??????
Later that day, Haneul smoked on the balcony.
Still in boxers and the same shirt, this time unbuttoned, fluttering in the wind like a scandal. His hair was tied up messily with a shoelace. His feet bare on the heated tile. He waved at a rich neighbor two floors down who looked up and blanched.
Then blew a kiss.
Seungho, watching from the living room, simply sipped his tea.
The next morning, the couch was occupied again—but this time with Haneul sprawled across it like a cat, one leg thrown over the back, head dangling halfway off the cushion. He’d kicked the blanket to the floor in his sleep.
Seungho picked it up and draped it back without a word.
Haneul didn’t stir. But when Seungho walked away—
“Mmm. No entering after midnight or I’ll castrate you,” he mumbled, half-asleep.
Seungho paused. “I didn’t.”
“Good.” A pause.
“…But if I’m having a nightmare or vomiting again, you can come in. Once.”
??????
That afternoon, he disappeared.
Seungho came out of a Zoom meeting to find the apartment empty. He texted. No reply. He called. Nothing.
Two hours later, the elevator dinged. Haneul walked in holding a plastic bag, windblown and flushed, eyes distant.
He dropped the bag on the counter. Inside: two manhwa volumes, three packs of dried squid, a bottle of iced coffee, and a new toothbrush in neon blue.
He didn’t say anything. Just walked to the couch and flopped face-first into the cushions.
Seungho stared at the toothbrush for a long time.
Then opened the iced coffee and placed it silently on the low table.
Haneul didn’t lift his head. Just gave a small, muffled grunt.
??????
By day five, the apartment had changed.
There were little signs of life scattered like feathers: a mismatched mug left near the sink. Socks hanging off a chair. A slightly broken hair tie around the shower knob. A halved foxmask on the hallway mirror. Open books. One (1) seagull sticker on the fridge . The smell of sesame oil lingering.
Seungho didn’t move any of it, nor recognized it as unwelcome:
He adjusted.
Like the mountain shifting around the storm.
On day six, the ice broke.
Haneul stood by the window at sunset, arms folded, gaze distant. He hadn’t spoken in hours. Just watched the river bleed gold into the dark.
Seungho approached slowly, mug in hand.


Transcribe each entry. Change nothing.
___ Data for analysis
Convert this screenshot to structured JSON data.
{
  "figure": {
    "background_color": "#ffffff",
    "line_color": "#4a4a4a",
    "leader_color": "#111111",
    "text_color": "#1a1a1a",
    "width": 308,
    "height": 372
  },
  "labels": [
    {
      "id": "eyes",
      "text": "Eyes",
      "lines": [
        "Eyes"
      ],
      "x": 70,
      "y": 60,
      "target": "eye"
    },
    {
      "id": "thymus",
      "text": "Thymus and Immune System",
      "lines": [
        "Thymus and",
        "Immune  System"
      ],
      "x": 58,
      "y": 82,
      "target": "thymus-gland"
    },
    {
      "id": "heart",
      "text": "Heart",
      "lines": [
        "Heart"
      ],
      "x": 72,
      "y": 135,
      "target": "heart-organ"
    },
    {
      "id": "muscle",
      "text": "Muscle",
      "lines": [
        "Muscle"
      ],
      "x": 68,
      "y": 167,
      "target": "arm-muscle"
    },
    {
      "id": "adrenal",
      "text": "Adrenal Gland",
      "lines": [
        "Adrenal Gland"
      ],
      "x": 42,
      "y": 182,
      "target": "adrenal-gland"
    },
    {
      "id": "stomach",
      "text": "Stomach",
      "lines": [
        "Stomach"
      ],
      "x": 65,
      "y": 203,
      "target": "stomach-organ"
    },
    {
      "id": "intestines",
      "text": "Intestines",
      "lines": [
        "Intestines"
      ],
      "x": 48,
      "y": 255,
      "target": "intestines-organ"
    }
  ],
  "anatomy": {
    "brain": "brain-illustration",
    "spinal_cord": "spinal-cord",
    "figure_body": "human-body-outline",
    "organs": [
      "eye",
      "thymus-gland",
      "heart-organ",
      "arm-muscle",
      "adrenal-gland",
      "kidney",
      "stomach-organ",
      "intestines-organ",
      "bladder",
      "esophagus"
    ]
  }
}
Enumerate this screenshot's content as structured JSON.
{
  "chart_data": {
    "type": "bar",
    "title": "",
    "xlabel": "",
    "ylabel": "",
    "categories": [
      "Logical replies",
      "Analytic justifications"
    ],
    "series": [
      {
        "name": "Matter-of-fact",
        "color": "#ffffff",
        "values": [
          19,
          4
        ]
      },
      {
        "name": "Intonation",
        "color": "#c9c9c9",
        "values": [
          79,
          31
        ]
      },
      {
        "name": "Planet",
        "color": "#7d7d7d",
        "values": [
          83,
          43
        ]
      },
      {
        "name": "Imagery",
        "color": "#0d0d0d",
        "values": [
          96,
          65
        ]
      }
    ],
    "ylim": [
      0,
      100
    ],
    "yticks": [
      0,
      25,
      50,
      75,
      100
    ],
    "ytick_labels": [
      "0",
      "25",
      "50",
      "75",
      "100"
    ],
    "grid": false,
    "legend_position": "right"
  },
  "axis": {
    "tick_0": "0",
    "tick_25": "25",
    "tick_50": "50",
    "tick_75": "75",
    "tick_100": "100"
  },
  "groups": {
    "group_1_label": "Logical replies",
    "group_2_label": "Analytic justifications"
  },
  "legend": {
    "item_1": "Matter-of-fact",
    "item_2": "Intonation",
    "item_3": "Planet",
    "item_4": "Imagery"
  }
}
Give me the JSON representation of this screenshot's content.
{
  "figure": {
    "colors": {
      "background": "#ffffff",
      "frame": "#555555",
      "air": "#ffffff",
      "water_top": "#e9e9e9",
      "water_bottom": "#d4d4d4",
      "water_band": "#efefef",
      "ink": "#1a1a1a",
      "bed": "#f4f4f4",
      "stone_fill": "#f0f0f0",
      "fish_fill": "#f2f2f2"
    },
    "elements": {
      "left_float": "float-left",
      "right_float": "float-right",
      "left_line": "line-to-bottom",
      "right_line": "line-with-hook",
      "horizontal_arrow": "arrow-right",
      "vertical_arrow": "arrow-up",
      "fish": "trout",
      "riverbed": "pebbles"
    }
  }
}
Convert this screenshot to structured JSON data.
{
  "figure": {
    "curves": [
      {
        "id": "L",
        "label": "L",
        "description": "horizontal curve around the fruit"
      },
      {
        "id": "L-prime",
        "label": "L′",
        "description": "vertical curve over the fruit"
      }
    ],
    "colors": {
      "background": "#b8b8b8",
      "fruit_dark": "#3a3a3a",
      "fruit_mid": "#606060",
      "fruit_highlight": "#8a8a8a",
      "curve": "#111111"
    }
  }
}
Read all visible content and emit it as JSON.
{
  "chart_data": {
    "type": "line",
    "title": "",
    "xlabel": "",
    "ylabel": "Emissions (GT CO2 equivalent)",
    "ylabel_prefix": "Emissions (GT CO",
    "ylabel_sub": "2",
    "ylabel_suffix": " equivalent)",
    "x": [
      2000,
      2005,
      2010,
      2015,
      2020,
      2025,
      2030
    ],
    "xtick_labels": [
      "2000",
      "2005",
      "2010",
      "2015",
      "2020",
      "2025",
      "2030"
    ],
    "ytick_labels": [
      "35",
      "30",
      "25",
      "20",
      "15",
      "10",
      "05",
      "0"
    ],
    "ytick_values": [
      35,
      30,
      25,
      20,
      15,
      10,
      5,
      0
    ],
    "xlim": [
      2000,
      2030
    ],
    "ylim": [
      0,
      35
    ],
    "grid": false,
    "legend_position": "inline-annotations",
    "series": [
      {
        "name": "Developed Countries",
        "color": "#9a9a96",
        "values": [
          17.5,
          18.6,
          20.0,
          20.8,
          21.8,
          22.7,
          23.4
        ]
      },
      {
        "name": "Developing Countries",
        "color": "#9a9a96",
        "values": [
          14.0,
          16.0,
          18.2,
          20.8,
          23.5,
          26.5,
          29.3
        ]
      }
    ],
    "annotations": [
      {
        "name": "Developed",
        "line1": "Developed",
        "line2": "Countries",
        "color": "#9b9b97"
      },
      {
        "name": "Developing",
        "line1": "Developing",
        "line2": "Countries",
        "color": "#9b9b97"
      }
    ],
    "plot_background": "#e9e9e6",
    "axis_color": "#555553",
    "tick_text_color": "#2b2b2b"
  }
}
______
Response to the task:
Convert this screenshot to structured JSON data.
{
  "figure": {
    "background_color": "#ffffff",
    "line_color": "#4a4a4a",
    "leader_color": "#111111",
    "text_color": "#1a1a1a",
    "width": 308,
    "height": 372
  },
  "labels": [
    {
      "id": "eyes",
      "text": "Eyes",
      "lines": [
        "Eyes"
      ],
      "x": 70,
      "y": 60,
      "target": "eye"
    },
    {
      "id": "thymus",
      "text": "Thymus and Immune System",
      "lines": [
        "Thymus and",
        "Immune  System"
      ],
      "x": 58,
      "y": 82,
      "target": "thymus-gland"
    },
    {
      "id": "heart",
      "text": "Heart",
      "lines": [
        "Heart"
      ],
      "x": 72,
      "y": 135,
      "target": "heart-organ"
    },
    {
      "id": "muscle",
      "text": "Muscle",
      "lines": [
        "Muscle"
      ],
      "x": 68,
      "y": 167,
      "target": "arm-muscle"
    },
    {
      "id": "adrenal",
      "text": "Adrenal Gland",
      "lines": [
        "Adrenal Gland"
      ],
      "x": 42,
      "y": 182,
      "target": "adrenal-gland"
    },
    {
      "id": "stomach",
      "text": "Stomach",
      "lines": [
        "Stomach"
      ],
      "x": 65,
      "y": 203,
      "target": "stomach-organ"
    },
    {
      "id": "intestines",
      "text": "Intestines",
      "lines": [
        "Intestines"
      ],
      "x": 48,
      "y": 255,
      "target": "intestines-organ"
    }
  ],
  "anatomy": {
    "brain": "brain-illustration",
    "spinal_cord": "spinal-cord",
    "figure_body": "human-body-outline",
    "organs": [
      "eye",
      "thymus-gland",
      "heart-organ",
      "arm-muscle",
      "adrenal-gland",
      "kidney",
      "stomach-organ",
      "intestines-organ",
      "bladder",
      "esophagus"
    ]
  }
}
Enumerate this screenshot's content as structured JSON.
{
  "chart_data": {
    "type": "bar",
    "title": "",
    "xlabel": "",
    "ylabel": "",
    "categories": [
      "Logical replies",
      "Analytic justifications"
    ],
    "series": [
      {
        "name": "Matter-of-fact",
        "color": "#ffffff",
        "values": [
          19,
          4
        ]
      },
      {
        "name": "Intonation",
        "color": "#c9c9c9",
        "values": [
          79,
          31
        ]
      },
      {
        "name": "Planet",
        "color": "#7d7d7d",
        "values": [
          83,
          43
        ]
      },
      {
        "name": "Imagery",
        "color": "#0d0d0d",
        "values": [
          96,
          65
        ]
      }
    ],
    "ylim": [
      0,
      100
    ],
    "yticks": [
      0,
      25,
      50,
      75,
      100
    ],
    "ytick_labels": [
      "0",
      "25",
      "50",
      "75",
      "100"
    ],
    "grid": false,
    "legend_position": "right"
  },
  "axis": {
    "tick_0": "0",
    "tick_25": "25",
    "tick_50": "50",
    "tick_75": "75",
    "tick_100": "100"
  },
  "groups": {
    "group_1_label": "Logical replies",
    "group_2_label": "Analytic justifications"
  },
  "legend": {
    "item_1": "Matter-of-fact",
    "item_2": "Intonation",
    "item_3": "Planet",
    "item_4": "Imagery"
  }
}
Give me the JSON representation of this screenshot's content.
{
  "figure": {
    "colors": {
      "background": "#ffffff",
      "frame": "#555555",
      "air": "#ffffff",
      "water_top": "#e9e9e9",
      "water_bottom": "#d4d4d4",
      "water_band": "#efefef",
      "ink": "#1a1a1a",
      "bed": "#f4f4f4",
      "stone_fill": "#f0f0f0",
      "fish_fill": "#f2f2f2"
    },
    "elements": {
      "left_float": "float-left",
      "right_float": "float-right",
      "left_line": "line-to-bottom",
      "right_line": "line-with-hook",
      "horizontal_arrow": "arrow-right",
      "vertical_arrow": "arrow-up",
      "fish": "trout",
      "riverbed": "pebbles"
    }
  }
}
Convert this screenshot to structured JSON data.
{
  "figure": {
    "curves": [
      {
        "id": "L",
        "label": "L",
        "description": "horizontal curve around the fruit"
      },
      {
        "id": "L-prime",
        "label": "L′",
        "description": "vertical curve over the fruit"
      }
    ],
    "colors": {
      "background": "#b8b8b8",
      "fruit_dark": "#3a3a3a",
      "fruit_mid": "#606060",
      "fruit_highlight": "#8a8a8a",
      "curve": "#111111"
    }
  }
}
Read all visible content and emit it as JSON.
{
  "chart_data": {
    "type": "line",
    "title": "",
    "xlabel": "",
    "ylabel": "Emissions (GT CO2 equivalent)",
    "ylabel_prefix": "Emissions (GT CO",
    "ylabel_sub": "2",
    "ylabel_suffix": " equivalent)",
    "x": [
      2000,
      2005,
      2010,
      2015,
      2020,
      2025,
      2030
    ],
    "xtick_labels": [
      "2000",
      "2005",
      "2010",
      "2015",
      "2020",
      "2025",
      "2030"
    ],
    "ytick_labels": [
      "35",
      "30",
      "25",
      "20",
      "15",
      "10",
      "05",
      "0"
    ],
    "ytick_values": [
      35,
      30,
      25,
      20,
      15,
      10,
      5,
      0
    ],
    "xlim": [
      2000,
      2030
    ],
    "ylim": [
      0,
      35
    ],
    "grid": false,
    "legend_position": "inline-annotations",
    "series": [
      {
        "name": "Developed Countries",
        "color": "#9a9a96",
        "values": [
          17.5,
          18.6,
          20.0,
          20.8,
          21.8,
          22.7,
          23.4
        ]
      },
      {
        "name": "Developing Countries",
        "color": "#9a9a96",
        "values": [
          14.0,
          16.0,
          18.2,
          20.8,
          23.5,
          26.5,
          29.3
        ]
      }
    ],
    "annotations": [
      {
        "name": "Developed",
        "line1": "Developed",
        "line2": "Countries",
        "color": "#9b9b97"
      },
      {
        "name": "Developing",
        "line1": "Developing",
        "line2": "Countries",
        "color": "#9b9b97"
      }
    ],
    "plot_background": "#e9e9e6",
    "axis_color": "#555553",
    "tick_text_color": "#2b2b2b"
  }
}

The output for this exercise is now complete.